Wednesday, August 11, 2010

Topic: Argumentative Writing.



10-second review: Attempts to explain Toumin’s “warrant” that supports the claim and the data.

Title: “Taming the Warrant in Toulmin’s Model of Argument.” JE Warren. English Journal (July 2010), 41-46.

Summary: The Toulmin model of argument is as follows: The claim is supported by the data. “The movement from claim to data is authorized by a general, unstated proposition Toulmin calls the warrant.” [Did I used to call this an enthymeme? RayS.] “Support for the warrant is termed backing; words that limit the force of a statement are called qualifiers (‘nearly all teachers’….). “Exceptions to the claim are called conditions of rebuttal.”

Toulmin justifies his method of argument by saying that’s the way the real world argues.

Toulmin begins with a syllogism: “All humans are mortal. Socrates is a human. Therefore, Socrates is mortal.” In the Toulmin model, the third statement in the syllogism, the conclusion, is the claim. The second premise is the data. The first statement is the warrant. So, in effect Toulmin stands the syllogism on its head: Socrates is mortal (claim) because Socrates is human (data) because all humans are mortal (warrant for the data).

Comment: The author criticizes textbooks on the Toulmin method for not explaining the warrant clearly and are often incorrect in giving examples of a warrant. I know what a warrant is, I can define it—it supports the data which supports the claim. But after reading the article, I’m no clearer in being able to identify a warrant. RayS.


Assignment: Each entry that follows should be set down precisely, with its pictures removed.

⁂

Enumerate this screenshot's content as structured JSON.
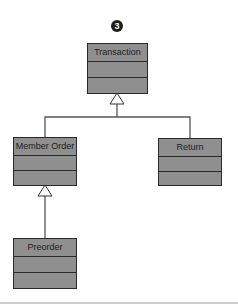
{
  "figure": {
    "badge": "3",
    "colors": {
      "box_fill": "#8f8f8f",
      "border": "#2a2a2a",
      "line": "#555555"
    }
  },
  "classes": [
    {
      "id": "transaction",
      "name": "Transaction"
    },
    {
      "id": "member-order",
      "name": "Member Order"
    },
    {
      "id": "return",
      "name": "Return"
    },
    {
      "id": "preorder",
      "name": "Preorder"
    }
  ],
  "relationships": [
    {
      "type": "generalization",
      "child": "Member Order",
      "parent": "Transaction"
    },
    {
      "type": "generalization",
      "child": "Return",
      "parent": "Transaction"
    },
    {
      "type": "generalization",
      "child": "Preorder",
      "parent": "Member Order"
    }
  ]
}
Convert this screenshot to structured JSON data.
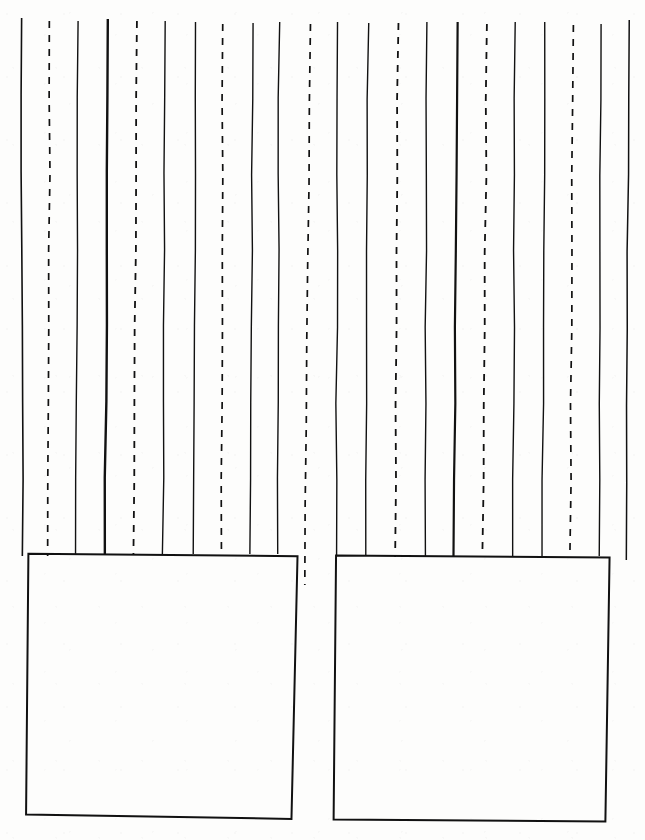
{
  "page": {
    "width": 645,
    "height": 840,
    "background_color": "#fdfdfc",
    "ink_color": "#111111",
    "style": "hand-drawn ink on paper, no text labels"
  },
  "figure": {
    "line_count": 22,
    "solid_line_count": 14,
    "dashed_line_count": 8,
    "box_count": 2
  },
  "chart_data": {
    "type": "line",
    "title": "",
    "subtitle": "",
    "xlabel": "",
    "ylabel": "",
    "grid": false,
    "legend": null,
    "xlim": [
      0,
      645
    ],
    "ylim": [
      0,
      840
    ],
    "lines": [
      {
        "id": 1,
        "style": "solid",
        "weight": 1.6,
        "x_top": 21,
        "y_top": 18,
        "x_bottom": 23,
        "y_bottom": 556
      },
      {
        "id": 2,
        "style": "dashed",
        "weight": 1.7,
        "x_top": 50,
        "y_top": 21,
        "x_bottom": 48,
        "y_bottom": 556
      },
      {
        "id": 3,
        "style": "solid",
        "weight": 1.4,
        "x_top": 78,
        "y_top": 21,
        "x_bottom": 76,
        "y_bottom": 554
      },
      {
        "id": 4,
        "style": "solid",
        "weight": 2.4,
        "x_top": 108,
        "y_top": 19,
        "x_bottom": 105,
        "y_bottom": 554
      },
      {
        "id": 5,
        "style": "dashed",
        "weight": 1.8,
        "x_top": 137,
        "y_top": 21,
        "x_bottom": 134,
        "y_bottom": 555
      },
      {
        "id": 6,
        "style": "solid",
        "weight": 1.4,
        "x_top": 165,
        "y_top": 21,
        "x_bottom": 163,
        "y_bottom": 554
      },
      {
        "id": 7,
        "style": "solid",
        "weight": 1.4,
        "x_top": 196,
        "y_top": 22,
        "x_bottom": 193,
        "y_bottom": 554
      },
      {
        "id": 8,
        "style": "dashed",
        "weight": 1.7,
        "x_top": 223,
        "y_top": 24,
        "x_bottom": 221,
        "y_bottom": 555
      },
      {
        "id": 9,
        "style": "solid",
        "weight": 1.4,
        "x_top": 253,
        "y_top": 23,
        "x_bottom": 250,
        "y_bottom": 554
      },
      {
        "id": 10,
        "style": "solid",
        "weight": 1.4,
        "x_top": 279,
        "y_top": 22,
        "x_bottom": 278,
        "y_bottom": 554
      },
      {
        "id": 11,
        "style": "dashed",
        "weight": 1.7,
        "x_top": 310,
        "y_top": 24,
        "x_bottom": 305,
        "y_bottom": 585
      },
      {
        "id": 12,
        "style": "solid",
        "weight": 1.4,
        "x_top": 338,
        "y_top": 22,
        "x_bottom": 336,
        "y_bottom": 556
      },
      {
        "id": 13,
        "style": "solid",
        "weight": 1.4,
        "x_top": 368,
        "y_top": 23,
        "x_bottom": 366,
        "y_bottom": 556
      },
      {
        "id": 14,
        "style": "dashed",
        "weight": 1.8,
        "x_top": 398,
        "y_top": 23,
        "x_bottom": 395,
        "y_bottom": 557
      },
      {
        "id": 15,
        "style": "solid",
        "weight": 1.4,
        "x_top": 427,
        "y_top": 22,
        "x_bottom": 425,
        "y_bottom": 556
      },
      {
        "id": 16,
        "style": "solid",
        "weight": 2.2,
        "x_top": 457,
        "y_top": 22,
        "x_bottom": 454,
        "y_bottom": 556
      },
      {
        "id": 17,
        "style": "dashed",
        "weight": 1.8,
        "x_top": 487,
        "y_top": 24,
        "x_bottom": 483,
        "y_bottom": 557
      },
      {
        "id": 18,
        "style": "solid",
        "weight": 1.4,
        "x_top": 515,
        "y_top": 22,
        "x_bottom": 513,
        "y_bottom": 556
      },
      {
        "id": 19,
        "style": "solid",
        "weight": 1.4,
        "x_top": 545,
        "y_top": 22,
        "x_bottom": 542,
        "y_bottom": 556
      },
      {
        "id": 20,
        "style": "dashed",
        "weight": 1.7,
        "x_top": 573,
        "y_top": 25,
        "x_bottom": 570,
        "y_bottom": 556
      },
      {
        "id": 21,
        "style": "solid",
        "weight": 1.4,
        "x_top": 601,
        "y_top": 24,
        "x_bottom": 599,
        "y_bottom": 556
      },
      {
        "id": 22,
        "style": "solid",
        "weight": 1.5,
        "x_top": 629,
        "y_top": 20,
        "x_bottom": 626,
        "y_bottom": 560
      }
    ],
    "boxes": [
      {
        "id": "left-box",
        "label": "",
        "corners": [
          {
            "x": 29,
            "y": 554
          },
          {
            "x": 297,
            "y": 556
          },
          {
            "x": 292,
            "y": 819
          },
          {
            "x": 26,
            "y": 815
          }
        ],
        "weight": 2.0
      },
      {
        "id": "right-box",
        "label": "",
        "corners": [
          {
            "x": 336,
            "y": 556
          },
          {
            "x": 609,
            "y": 557
          },
          {
            "x": 605,
            "y": 821
          },
          {
            "x": 334,
            "y": 820
          }
        ],
        "weight": 2.0
      }
    ]
  },
  "dash_pattern": {
    "dash": 7,
    "gap": 7
  }
}
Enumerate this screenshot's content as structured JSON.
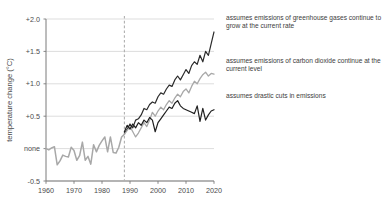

⁂

Task solution:
Enumerate this screenshot's content as structured JSON.
{
  "figure": {
    "badge": "3",
    "colors": {
      "box_fill": "#8f8f8f",
      "border": "#2a2a2a",
      "line": "#555555"
    }
  },
  "classes": [
    {
      "id": "transaction",
      "name": "Transaction"
    },
    {
      "id": "member-order",
      "name": "Member Order"
    },
    {
      "id": "return",
      "name": "Return"
    },
    {
      "id": "preorder",
      "name": "Preorder"
    }
  ],
  "relationships": [
    {
      "type": "generalization",
      "child": "Member Order",
      "parent": "Transaction"
    },
    {
      "type": "generalization",
      "child": "Return",
      "parent": "Transaction"
    },
    {
      "type": "generalization",
      "child": "Preorder",
      "parent": "Member Order"
    }
  ]
}
Convert this screenshot to structured JSON data.
{
  "page": {
    "width": 645,
    "height": 840,
    "background_color": "#fdfdfc",
    "ink_color": "#111111",
    "style": "hand-drawn ink on paper, no text labels"
  },
  "figure": {
    "line_count": 22,
    "solid_line_count": 14,
    "dashed_line_count": 8,
    "box_count": 2
  },
  "chart_data": {
    "type": "line",
    "title": "",
    "subtitle": "",
    "xlabel": "",
    "ylabel": "",
    "grid": false,
    "legend": null,
    "xlim": [
      0,
      645
    ],
    "ylim": [
      0,
      840
    ],
    "lines": [
      {
        "id": 1,
        "style": "solid",
        "weight": 1.6,
        "x_top": 21,
        "y_top": 18,
        "x_bottom": 23,
        "y_bottom": 556
      },
      {
        "id": 2,
        "style": "dashed",
        "weight": 1.7,
        "x_top": 50,
        "y_top": 21,
        "x_bottom": 48,
        "y_bottom": 556
      },
      {
        "id": 3,
        "style": "solid",
        "weight": 1.4,
        "x_top": 78,
        "y_top": 21,
        "x_bottom": 76,
        "y_bottom": 554
      },
      {
        "id": 4,
        "style": "solid",
        "weight": 2.4,
        "x_top": 108,
        "y_top": 19,
        "x_bottom": 105,
        "y_bottom": 554
      },
      {
        "id": 5,
        "style": "dashed",
        "weight": 1.8,
        "x_top": 137,
        "y_top": 21,
        "x_bottom": 134,
        "y_bottom": 555
      },
      {
        "id": 6,
        "style": "solid",
        "weight": 1.4,
        "x_top": 165,
        "y_top": 21,
        "x_bottom": 163,
        "y_bottom": 554
      },
      {
        "id": 7,
        "style": "solid",
        "weight": 1.4,
        "x_top": 196,
        "y_top": 22,
        "x_bottom": 193,
        "y_bottom": 554
      },
      {
        "id": 8,
        "style": "dashed",
        "weight": 1.7,
        "x_top": 223,
        "y_top": 24,
        "x_bottom": 221,
        "y_bottom": 555
      },
      {
        "id": 9,
        "style": "solid",
        "weight": 1.4,
        "x_top": 253,
        "y_top": 23,
        "x_bottom": 250,
        "y_bottom": 554
      },
      {
        "id": 10,
        "style": "solid",
        "weight": 1.4,
        "x_top": 279,
        "y_top": 22,
        "x_bottom": 278,
        "y_bottom": 554
      },
      {
        "id": 11,
        "style": "dashed",
        "weight": 1.7,
        "x_top": 310,
        "y_top": 24,
        "x_bottom": 305,
        "y_bottom": 585
      },
      {
        "id": 12,
        "style": "solid",
        "weight": 1.4,
        "x_top": 338,
        "y_top": 22,
        "x_bottom": 336,
        "y_bottom": 556
      },
      {
        "id": 13,
        "style": "solid",
        "weight": 1.4,
        "x_top": 368,
        "y_top": 23,
        "x_bottom": 366,
        "y_bottom": 556
      },
      {
        "id": 14,
        "style": "dashed",
        "weight": 1.8,
        "x_top": 398,
        "y_top": 23,
        "x_bottom": 395,
        "y_bottom": 557
      },
      {
        "id": 15,
        "style": "solid",
        "weight": 1.4,
        "x_top": 427,
        "y_top": 22,
        "x_bottom": 425,
        "y_bottom": 556
      },
      {
        "id": 16,
        "style": "solid",
        "weight": 2.2,
        "x_top": 457,
        "y_top": 22,
        "x_bottom": 454,
        "y_bottom": 556
      },
      {
        "id": 17,
        "style": "dashed",
        "weight": 1.8,
        "x_top": 487,
        "y_top": 24,
        "x_bottom": 483,
        "y_bottom": 557
      },
      {
        "id": 18,
        "style": "solid",
        "weight": 1.4,
        "x_top": 515,
        "y_top": 22,
        "x_bottom": 513,
        "y_bottom": 556
      },
      {
        "id": 19,
        "style": "solid",
        "weight": 1.4,
        "x_top": 545,
        "y_top": 22,
        "x_bottom": 542,
        "y_bottom": 556
      },
      {
        "id": 20,
        "style": "dashed",
        "weight": 1.7,
        "x_top": 573,
        "y_top": 25,
        "x_bottom": 570,
        "y_bottom": 556
      },
      {
        "id": 21,
        "style": "solid",
        "weight": 1.4,
        "x_top": 601,
        "y_top": 24,
        "x_bottom": 599,
        "y_bottom": 556
      },
      {
        "id": 22,
        "style": "solid",
        "weight": 1.5,
        "x_top": 629,
        "y_top": 20,
        "x_bottom": 626,
        "y_bottom": 560
      }
    ],
    "boxes": [
      {
        "id": "left-box",
        "label": "",
        "corners": [
          {
            "x": 29,
            "y": 554
          },
          {
            "x": 297,
            "y": 556
          },
          {
            "x": 292,
            "y": 819
          },
          {
            "x": 26,
            "y": 815
          }
        ],
        "weight": 2.0
      },
      {
        "id": "right-box",
        "label": "",
        "corners": [
          {
            "x": 336,
            "y": 556
          },
          {
            "x": 609,
            "y": 557
          },
          {
            "x": 605,
            "y": 821
          },
          {
            "x": 334,
            "y": 820
          }
        ],
        "weight": 2.0
      }
    ]
  },
  "dash_pattern": {
    "dash": 7,
    "gap": 7
  }
}
Enumerate this screenshot's content as structured JSON.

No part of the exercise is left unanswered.